Postgrad students dominate mid-year graduation

03 June 2010

mid-year graduationWhile the Mother City prepares to welcome thousands of world cup soccer fans, UCT is gearing up for a mid-year celebration of its own. Some 1 293 candidates (including the Graduate School of Business) will graduate from its six academic faculties on 3 and 4 June, among them 673 postgraduate students. They will include 83 PhDs, 29 of whom will graduate from the science faculty.

The Faculty of Commerce will award 686 diplomas, certificates and degrees (2009: 632); the Faculty of Humanities 224 (2009: 209); the Faculty of Engineering & the Built Environment 106 (2009: 135); the Faculty of Science 105 (2009: 106); the Faculty of Health Sciences 100 (2009: 109); and the Faculty of Law 71 (2009: 87).

UCT will also award five honorary doctorates and various institutional awards, including the 2009 UCT Book Award and the first UCT Creative Works Award. This recognises outstanding creative compositions, performances, or architectural designs produced by UCT staff within the past five years.

In what is believed to be a milestone for UCT, the first woman orator, Professor Alison Lewis, head of the Crystallisation and Precipitation Research Unit in the Department of Chemical Engineering, will deliver the citations for the honorary doctoral candidates.

At 47, Lewis is probably among the youngest - if not the youngest - of the university's recent orators. Succeeding Emeritus Professor Francis Wilson, it's thought that Lewis is the first woman to be formally appointed to the position. (Although registrar Hugh Amoore reports that women have donned the gown on ad hoc occasions.)

And although she will not preside at this year's June ceremonies, UCT will also celebrate Graça Machel's reappointment as chancellor. In March, Machel, listed in the annual Time 100 issue (Time May 10, 2010) as one of the world's most influential people, was elected unopposed as chancellor of UCT for a second term. Her new term of office will end in 2019. She is the fifth chancellor of UCT since the South African College became the University of Cape Town in 1918.

The chancellor is the titular head and representative of the university, and confers degrees in its name. UCT's first chancellor, Edward, Prince of Wales, later to be Edward VIII and the Duke of Windsor, took office from 1918 until his accession. He was succeeded by General Jan Smuts, who was chancellor until his death in 1950. The next chancellor, who held office until 1967, was Chief Justice of South Africa Albert van der Sandt Centlivres. He was succeeded by Harry Oppenheimer.

Until Oppenheimer decided to retire after 29 years in office, the chancellor held office for life. At that stage a change was made to the statute; a chancellor could be elected for a 10-year, renewable term of office, and by an electoral college rather than by a vote in Convocation. Machel was the first to be elected under the new dispensation.


Creative Commons License This work is licensed under a Creative Commons Attribution-NoDerivatives 4.0 International License.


WHAT YOU HAVE TO DO: Write out the whole listing exactly; no images belong in it.

LISTED RECORDS:
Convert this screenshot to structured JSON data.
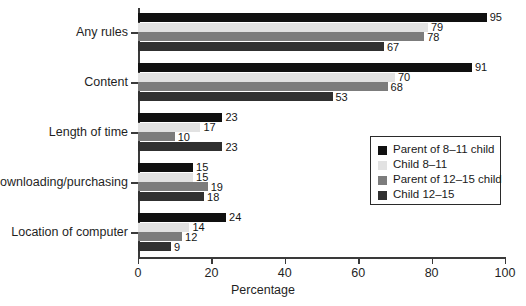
{
  "chart_data": {
    "type": "bar",
    "orientation": "horizontal",
    "grouped": true,
    "title": "",
    "subtitle": "",
    "xlabel": "Percentage",
    "ylabel": "",
    "xlim": [
      0,
      100
    ],
    "xticks": [
      0,
      20,
      40,
      60,
      80,
      100
    ],
    "xticklabels": [
      "0",
      "20",
      "40",
      "60",
      "80",
      "100"
    ],
    "grid": false,
    "legend_position": "center-right inside plot",
    "categories": [
      "Any rules",
      "Content",
      "Length of time",
      "Downloading/purchasing",
      "Location of computer"
    ],
    "series": [
      {
        "name": "Parent of 8–11 child",
        "color": "#101010",
        "values": [
          95,
          91,
          23,
          15,
          24
        ]
      },
      {
        "name": "Child 8–11",
        "color": "#e2e2e2",
        "values": [
          79,
          70,
          17,
          15,
          14
        ]
      },
      {
        "name": "Parent of 12–15 child",
        "color": "#7c7c7c",
        "values": [
          78,
          68,
          10,
          19,
          12
        ]
      },
      {
        "name": "Child 12–15",
        "color": "#303030",
        "values": [
          67,
          53,
          23,
          18,
          9
        ]
      }
    ],
    "data_labels": [
      [
        "95",
        "79",
        "78",
        "67"
      ],
      [
        "91",
        "70",
        "68",
        "53"
      ],
      [
        "23",
        "17",
        "10",
        "23"
      ],
      [
        "15",
        "15",
        "19",
        "18"
      ],
      [
        "24",
        "14",
        "12",
        "9"
      ]
    ],
    "annotations": []
  },
  "legend": {
    "entries": [
      {
        "label": "Parent of 8–11 child",
        "color": "#101010"
      },
      {
        "label": "Child 8–11",
        "color": "#e2e2e2"
      },
      {
        "label": "Parent of 12–15 child",
        "color": "#7c7c7c"
      },
      {
        "label": "Child 12–15",
        "color": "#303030"
      }
    ]
  },
  "axis": {
    "x_label": "Percentage",
    "x_tick_labels": [
      "0",
      "20",
      "40",
      "60",
      "80",
      "100"
    ],
    "y_tick_labels": [
      "Any rules",
      "Content",
      "Length of time",
      "Downloading/purchasing",
      "Location of computer"
    ]
  },
  "colors": {
    "axis": "#3a3a3a",
    "text": "#1a1a1a",
    "background": "#ffffff",
    "legend_border": "#2a2a2a"
  }
}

WRITTEN RESPONSE:
Convert this screenshot to structured JSON data.
{
  "chart_data": {
    "type": "bar",
    "orientation": "horizontal",
    "grouped": true,
    "title": "",
    "subtitle": "",
    "xlabel": "Percentage",
    "ylabel": "",
    "xlim": [
      0,
      100
    ],
    "xticks": [
      0,
      20,
      40,
      60,
      80,
      100
    ],
    "xticklabels": [
      "0",
      "20",
      "40",
      "60",
      "80",
      "100"
    ],
    "grid": false,
    "legend_position": "center-right inside plot",
    "categories": [
      "Any rules",
      "Content",
      "Length of time",
      "Downloading/purchasing",
      "Location of computer"
    ],
    "series": [
      {
        "name": "Parent of 8–11 child",
        "color": "#101010",
        "values": [
          95,
          91,
          23,
          15,
          24
        ]
      },
      {
        "name": "Child 8–11",
        "color": "#e2e2e2",
        "values": [
          79,
          70,
          17,
          15,
          14
        ]
      },
      {
        "name": "Parent of 12–15 child",
        "color": "#7c7c7c",
        "values": [
          78,
          68,
          10,
          19,
          12
        ]
      },
      {
        "name": "Child 12–15",
        "color": "#303030",
        "values": [
          67,
          53,
          23,
          18,
          9
        ]
      }
    ],
    "data_labels": [
      [
        "95",
        "79",
        "78",
        "67"
      ],
      [
        "91",
        "70",
        "68",
        "53"
      ],
      [
        "23",
        "17",
        "10",
        "23"
      ],
      [
        "15",
        "15",
        "19",
        "18"
      ],
      [
        "24",
        "14",
        "12",
        "9"
      ]
    ],
    "annotations": []
  },
  "legend": {
    "entries": [
      {
        "label": "Parent of 8–11 child",
        "color": "#101010"
      },
      {
        "label": "Child 8–11",
        "color": "#e2e2e2"
      },
      {
        "label": "Parent of 12–15 child",
        "color": "#7c7c7c"
      },
      {
        "label": "Child 12–15",
        "color": "#303030"
      }
    ]
  },
  "axis": {
    "x_label": "Percentage",
    "x_tick_labels": [
      "0",
      "20",
      "40",
      "60",
      "80",
      "100"
    ],
    "y_tick_labels": [
      "Any rules",
      "Content",
      "Length of time",
      "Downloading/purchasing",
      "Location of computer"
    ]
  },
  "colors": {
    "axis": "#3a3a3a",
    "text": "#1a1a1a",
    "background": "#ffffff",
    "legend_border": "#2a2a2a"
  }
}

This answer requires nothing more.